Step 8 - Produce the Two-Part Deliverable

Generate:

  1. Shareable Home Access Handoff Card: safe to paste into a message after the user removes any details they do not want shared
  2. Private Owner Checklist: things the owner should prepare, verify, or share securely outside the card

Output Format

Use this structure:

  • Home Access Handoff Card
    • Visitor and purpose
    • Access window
    • Arrival notes
    • Access handoff plan, with no secrets printed
    • Tasks
    • House rules and off-limit areas
    • Emergency contacts and escalation
    • Checkout and lockup steps
    • Confirmation message template
  • Private Owner Checklist
    • Prepare keys or secure access method
    • Share secrets only through a secure channel if absolutely needed
    • Remove sensitive details from the card before sending
    • Confirm insurance, building rules, pet needs, and contractor scope as applicable

Safety Boundaries

  • Do not request, store, repeat, or include door codes, alarm codes, lockbox combinations, passwords, safe locations, hidden key locations, account numbers, identity documents, or sensitive personal details.
  • If the user shares a secret, do not echo it. Replace it with "share securely outside this card" and remind the user to remove sensitive information.
  • Do not advise bypassing building rules, locks, alarms, landlord requirements, or access controls.
  • Do not create instructions for unauthorized entry.
  • For emergencies involving immediate danger, advise contacting local emergency services.

Acceptance Criteria

  1. The response identifies who needs access, why, when, and for how long.
  2. Arrival logistics are captured without including sensitive access secrets.
  3. The access method is described as a plan, not as printed credentials.
  4. Task instructions are organized by category and kept practical.
  5. Off-limit areas, house rules, and safety notes are included.
  6. Emergency contacts and escalation order are included.
  7. Checkout and lockup steps are included.
  8. The output provides both a shareable handoff card and a private owner checklist.
  9. No codes, passwords, hidden key locations, or unauthorized-entry guidance are included.

Examples

Example 1: Pet Sitter Before Travel

User says: "I am leaving for the weekend and need instructions for a cat sitter."
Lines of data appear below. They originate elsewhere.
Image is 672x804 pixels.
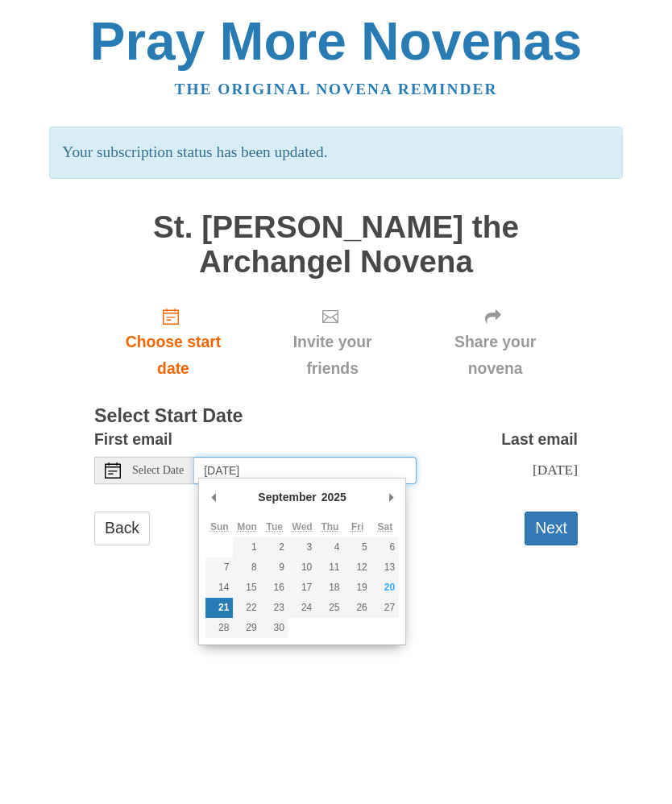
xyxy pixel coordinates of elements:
[233,558,260,577] button: 8
[233,618,260,638] button: 29
[194,457,417,484] input: Use the arrow keys to pick a date
[252,295,413,390] div: Click "Next" to confirm your start date first.
[533,461,577,477] span: [DATE]
[372,558,399,577] button: 13
[524,512,577,545] button: Next
[429,329,562,382] span: Share your novena
[95,426,172,453] label: First email
[95,295,252,390] a: Choose start date
[344,558,372,577] button: 12
[95,406,577,427] h3: Select Start Date
[316,598,344,618] button: 25
[351,521,363,533] abbr: Friday
[211,521,229,533] abbr: Sunday
[288,577,316,598] button: 17
[49,126,622,179] p: Your subscription status has been updated.
[90,11,582,71] a: Pray More Novenas
[293,521,313,533] abbr: Wednesday
[206,598,233,618] button: 21
[344,537,372,558] button: 5
[413,295,577,390] div: Click "Next" to confirm your start date first.
[501,426,577,453] label: Last email
[372,598,399,618] button: 27
[261,618,288,638] button: 30
[233,537,260,558] button: 1
[316,537,344,558] button: 4
[372,537,399,558] button: 6
[321,521,339,533] abbr: Thursday
[269,329,397,382] span: Invite your friends
[95,211,577,279] h1: St. [PERSON_NAME] the Archangel Novena
[132,465,183,476] span: Select Date
[316,558,344,577] button: 11
[206,558,233,577] button: 7
[261,537,288,558] button: 2
[344,598,372,618] button: 26
[344,577,372,598] button: 19
[261,598,288,618] button: 23
[206,485,222,509] button: Previous Month
[110,329,236,382] span: Choose start date
[237,521,257,533] abbr: Monday
[206,618,233,638] button: 28
[233,577,260,598] button: 15
[95,512,150,545] a: Back
[267,521,283,533] abbr: Tuesday
[372,577,399,598] button: 20
[378,521,393,533] abbr: Saturday
[261,558,288,577] button: 9
[233,598,260,618] button: 22
[383,485,399,509] button: Next Month
[288,558,316,577] button: 10
[288,598,316,618] button: 24
[261,577,288,598] button: 16
[206,577,233,598] button: 14
[288,537,316,558] button: 3
[175,80,498,97] a: The original novena reminder
[316,577,344,598] button: 18
[319,485,349,509] div: 2025
[256,485,318,509] div: September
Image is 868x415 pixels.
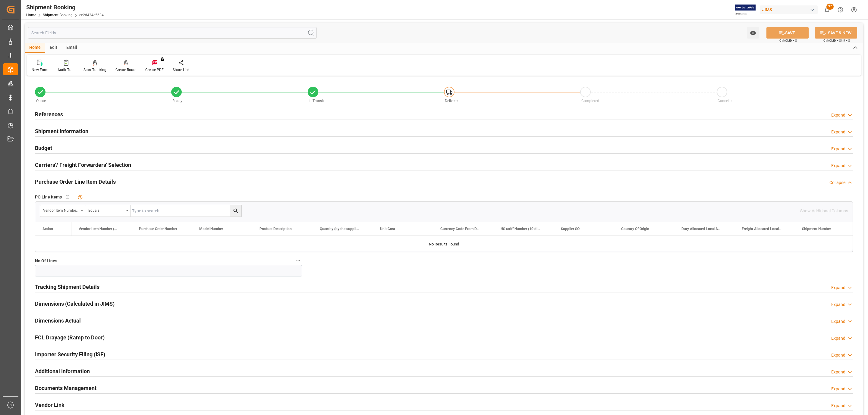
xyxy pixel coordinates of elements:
[88,206,124,213] div: Equals
[779,38,797,43] span: Ctrl/CMD + S
[35,384,97,392] h2: Documents Management
[444,99,459,103] span: Delivered
[26,13,36,17] a: Home
[681,227,721,231] span: Duty Allocated Local Amount
[826,4,834,10] span: 37
[199,227,223,231] span: Model Number
[380,227,395,231] span: Unit Cost
[35,110,63,118] h2: References
[43,206,79,213] div: Vendor Item Number (By The Supplier)
[35,144,52,152] h2: Budget
[742,227,782,231] span: Freight Allocated Local Amount
[831,285,846,291] div: Expand
[31,67,49,73] div: New Form
[45,43,62,53] div: Edit
[40,205,85,217] button: open menu
[62,43,82,53] div: Email
[35,178,116,185] h2: Purchase Order Line Item Details
[831,386,846,392] div: Expand
[28,27,317,39] input: Search Fields
[35,300,114,308] h2: Dimensions (Calculated in JIMS)
[25,43,45,53] div: Home
[831,352,846,358] div: Expand
[35,350,106,358] h2: Importer Security Filing (ISF)
[26,3,104,12] div: Shipment Booking
[560,227,579,231] span: Supplier SO
[35,127,88,135] h2: Shipment Information
[172,99,183,103] span: Ready
[294,256,302,265] button: No Of Lines
[802,227,831,231] span: Shipment Number
[260,227,292,231] span: Product Description
[820,3,834,16] button: show 37 new notifications
[35,401,64,409] h2: Vendor Link
[130,205,242,217] input: Type to search
[831,112,846,118] div: Expand
[35,367,90,375] h2: Additional Information
[831,402,846,409] div: Expand
[831,146,846,152] div: Expand
[35,161,131,169] h2: Carriers'/ Freight Forwarders' Selection
[43,227,53,231] div: Action
[831,301,846,308] div: Expand
[834,3,847,16] button: Help Center
[35,283,100,291] h2: Tracking Shipment Details
[230,205,242,217] button: search button
[35,333,105,342] h2: FCL Drayage (Ramp to Door)
[36,99,46,103] span: Quote
[718,99,733,103] span: Cancelled
[831,369,846,375] div: Expand
[501,227,541,231] span: HS tariff Number (10 digit classification code)
[84,67,106,73] div: Start Tracking
[760,4,820,16] button: JIMS
[621,227,649,231] span: Country Of Origin
[760,5,817,14] div: JIMS
[320,227,360,231] span: Quantity (by the supplier)
[85,205,130,217] button: open menu
[831,335,846,342] div: Expand
[139,227,177,231] span: Purchase Order Number
[831,129,846,135] div: Expand
[35,316,81,325] h2: Dimensions Actual
[581,99,599,103] span: Completed
[308,99,324,103] span: In-Transit
[831,319,846,325] div: Expand
[823,38,850,43] span: Ctrl/CMD + Shift + S
[79,227,119,231] span: Vendor Item Number (By The Supplier)
[747,27,759,39] button: open menu
[831,162,846,169] div: Expand
[43,13,73,17] a: Shipment Booking
[815,27,857,39] button: SAVE & NEW
[35,258,58,264] span: No Of Lines
[58,67,74,73] div: Audit Trail
[735,4,756,15] img: Exertis%20JAM%20-%20Email%20Logo.jpg_1722504956.jpg
[173,67,189,73] div: Share Link
[35,194,62,200] span: PO Line Items
[829,179,846,185] div: Collapse
[115,67,136,73] div: Create Route
[766,27,808,39] button: SAVE
[440,227,480,231] span: Currency Code From Detail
Skill guides: Build an access window, non-secret key handoff plan, feeding and litter tasks, pet behavior notes, off-limit areas, emergency vet contact, and checkout confirmation. Keep any door code out of the card.

Example 2: Contractor Visit

User says: "A plumber is coming while I am at work. What should I send?"

Skill guides: Create arrival notes, authorized work area, building contact process, scope of work, photos or completion confirmation, house rules, and escalation contacts. Do not include alarm codes or lockbox combinations.

Example 3: User Provides a Door Code

User says: "Include the front door code 123456 in the instructions."

Skill responds: Do not repeat the code. Say that access codes should be shared securely outside the card, then write "Access code: share securely outside this card" in the handoff.

Source Transparency

This detail page is rendered from real SKILL.md content. Trust labels are metadata-based hints, not a safety guarantee.